Jordenö's intersectional politics helped her connect with those in the kiki community who, as the film shows, are as well-equipped to vogue and slay as they are to discuss society's structural biases against queer and trans people of color. As Gia Marie Love, a striking young woman whom we meet in the film both before and after her gender transition notes, the community they've created is a safe haven from the oppressive world around them. It has as much to do with high-spirited ballroom competition, where vogueing and dressing up allow participants to show their real selves, as with the comfort they feel when being around others who love them unconditionally. "You try to live in the heteronormative system and they don't work and they oppress you," as she put it in the film, "so why we don't just create our own systems?"
Kiki's political message surely reads differently today than when it screened at festivals last year. When I ask Jordenö how it feels to see this film's theatrical release amid a hostile political climate for trans youth (when we talked, neither of us had yet heard about the Trump administration's latest order to rescind protections for trans students, for example), she doesn't miss a beat. "I'm grateful. At first I was angry, because I wanted it to come out—it's tricky to come out a year after.
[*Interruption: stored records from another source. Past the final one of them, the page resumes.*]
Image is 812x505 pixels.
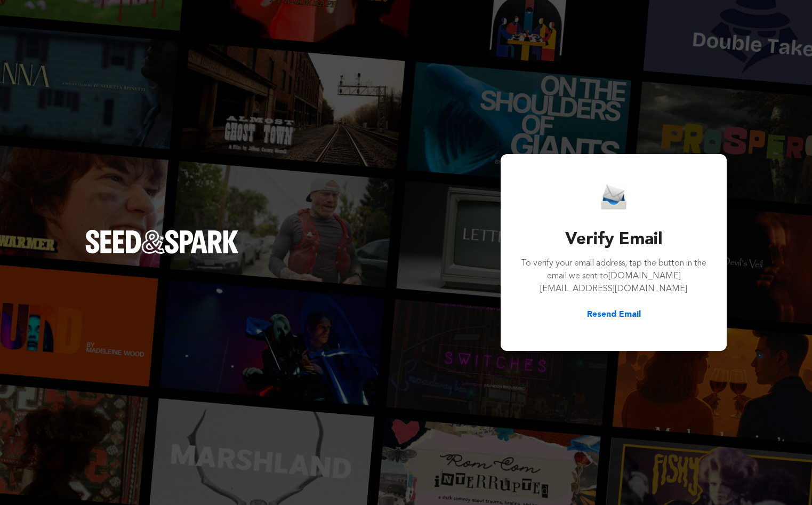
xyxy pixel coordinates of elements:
button: Resend Email [587,308,641,321]
h3: Verify Email [520,227,707,253]
p: To verify your email address, tap the button in the email we sent to [520,258,707,296]
span: [DOMAIN_NAME][EMAIL_ADDRESS][DOMAIN_NAME] [540,272,687,294]
img: Seed&Spark Email Icon [601,184,627,210]
img: Seed&Spark Logo [85,230,239,254]
a: Seed&Spark Homepage [85,230,239,275]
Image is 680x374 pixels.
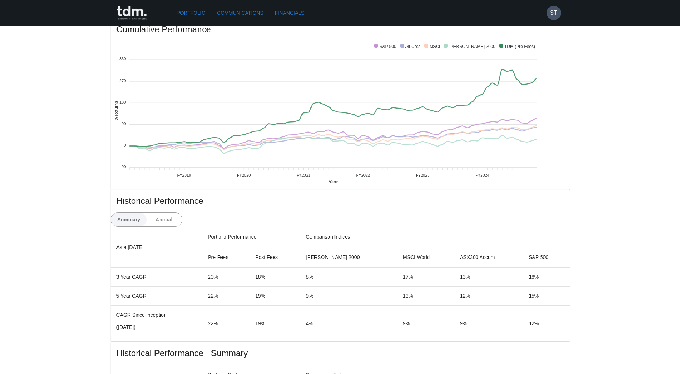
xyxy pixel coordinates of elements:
tspan: 180 [119,100,126,104]
text: Year [329,180,338,185]
tspan: 270 [119,79,126,83]
th: MSCI World [397,247,454,268]
p: As at [DATE] [117,243,197,252]
tspan: 90 [122,122,126,126]
text: % Returns [114,101,118,120]
th: ASX300 Accum [454,247,523,268]
tspan: 0 [124,143,126,147]
tspan: FY2021 [297,173,310,177]
td: 18% [250,268,300,287]
td: 4% [300,306,397,342]
td: 15% [523,287,569,306]
span: MSCI [424,44,440,49]
th: Post Fees [250,247,300,268]
td: 13% [397,287,454,306]
p: ( [DATE] ) [117,324,197,331]
td: 22% [202,287,250,306]
th: S&P 500 [523,247,569,268]
tspan: 360 [119,57,126,61]
td: 17% [397,268,454,287]
td: 22% [202,306,250,342]
td: 3 Year CAGR [111,268,203,287]
td: 12% [523,306,569,342]
tspan: FY2020 [237,173,251,177]
tspan: -90 [120,165,126,169]
td: 12% [454,287,523,306]
tspan: FY2019 [177,173,191,177]
th: [PERSON_NAME] 2000 [300,247,397,268]
tspan: FY2024 [475,173,489,177]
td: 9% [300,287,397,306]
span: TDM (Pre Fees) [499,44,535,49]
span: Historical Performance - Summary [117,348,564,359]
span: [PERSON_NAME] 2000 [444,44,496,49]
span: Historical Performance [117,195,564,207]
th: Pre Fees [202,247,250,268]
th: Portfolio Performance [202,227,300,247]
td: CAGR Since Inception [111,306,203,342]
td: 5 Year CAGR [111,287,203,306]
div: text alignment [111,213,182,227]
td: 13% [454,268,523,287]
th: Comparison Indices [300,227,569,247]
a: Financials [272,6,307,20]
td: 19% [250,306,300,342]
td: 8% [300,268,397,287]
td: 20% [202,268,250,287]
span: Cumulative Performance [117,24,564,35]
span: S&P 500 [374,44,396,49]
a: Communications [214,6,266,20]
span: All Ords [400,44,421,49]
button: ST [547,6,561,20]
tspan: FY2023 [416,173,430,177]
td: 9% [397,306,454,342]
a: Portfolio [174,6,209,20]
td: 9% [454,306,523,342]
h6: ST [550,9,557,17]
td: 19% [250,287,300,306]
tspan: FY2022 [356,173,370,177]
button: Annual [146,213,182,227]
td: 18% [523,268,569,287]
But now I'm like, 'Yes, this is the exact right time!' Because wherever we've been showing Kiki it seems to give people hope." When they showed it in San Francisco shortly after the Orlando shooting, she recalled, many audience members approached her to say a film like Kiki is exactly what the community needed to heal.
Despite being a document of the Obama era (the film shows Pucci visiting the White House as the former president espoused his commitment to LGBTQ rights), Kiki should serve as a template of how to organize and mobilize communities to help those most at-risk. As Pucci says in the film, "We still have to fight for our equality in the workplace and non-discrimination, we still have to fight LGBT homelessness, we still have to fight for trans rights. There's so much left." Society and pop culture may flippantly appropriate ballroom slang and gag over jaw-dropping death-drops, but there's plenty to be learned from these socially conscious activists. Not least the way they find light in the darkness. Jordenö puts its best, "There's this urgency and resilience, but there's also joy. They're not gonna be stopped."